A most delectable patch of grey
I own a print by an established photographer that is framed and displayed in my home. I enjoy this print every day, and it has many virtues. Shot with a large format camera on black and white film, it has a rich tonal range, is pin sharp, beautifully mounted, and is of an uplifting natural scene. The tones are undulating and varied without being brash or overly contrasty. The scene is peaceful and there is a quiet drama to the print that chimes with this.
As a printer however, there is one detail that really excites me. To the top left of the image is a space where foliage gives way to a glimpse of distant mountains. I have never seen the negative, so I can only speculate about what it is actually like, but I imagine that particular area to be pretty dense. I surmise that a straight print would result in a too light patch that would draw the eye undesirably to the edge of the frame (and thus from the image area and its subject matter). I further surmise that a little burning-in is necessary to bring a sense of solidity to the rocks and to shift the tones from empty white or near white to light grey. A light grey that is solid but still light. A grey delicately balanced and finely tuned.

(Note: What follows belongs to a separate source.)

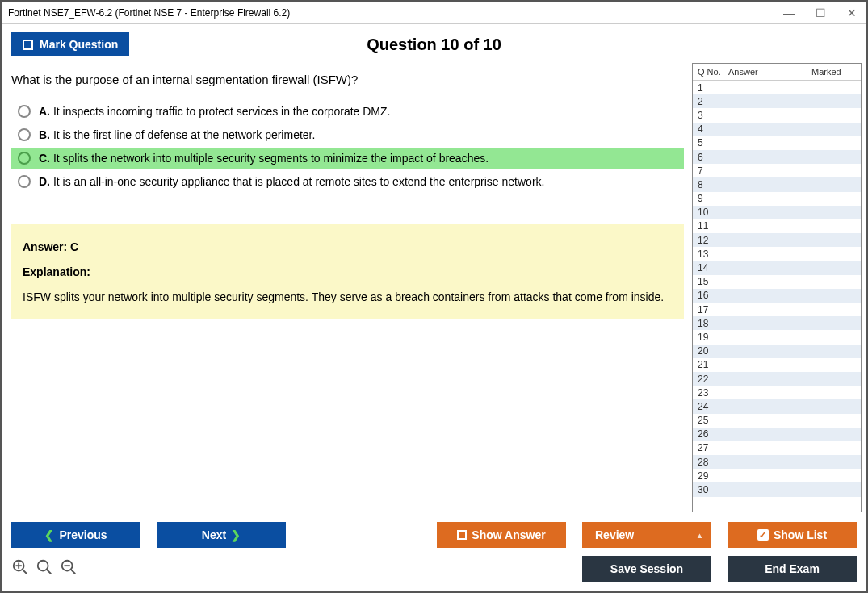 This screenshot has height=593, width=868. Describe the element at coordinates (647, 569) in the screenshot. I see `save-session-label: Save Session` at that location.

How satisfying that light yet solid grey is! To my eye, with my printer’s speculation (admittedly a projection, but likely, I think), it is a small but hugely important detail that makes all the difference. It encapsulates for me the joy of the printer’s work; the ability to tune parts of an image such that the whole becomes greater than the sum of the parts. The work of greys, of patches and pockets of grey, decided upon by the artist. Not arrived at accidentally, but tuned with intention, decided upon, meant.
A most delectable patch of grey, and a reminder of what a great monochrome medium we have at our disposal, film or digital.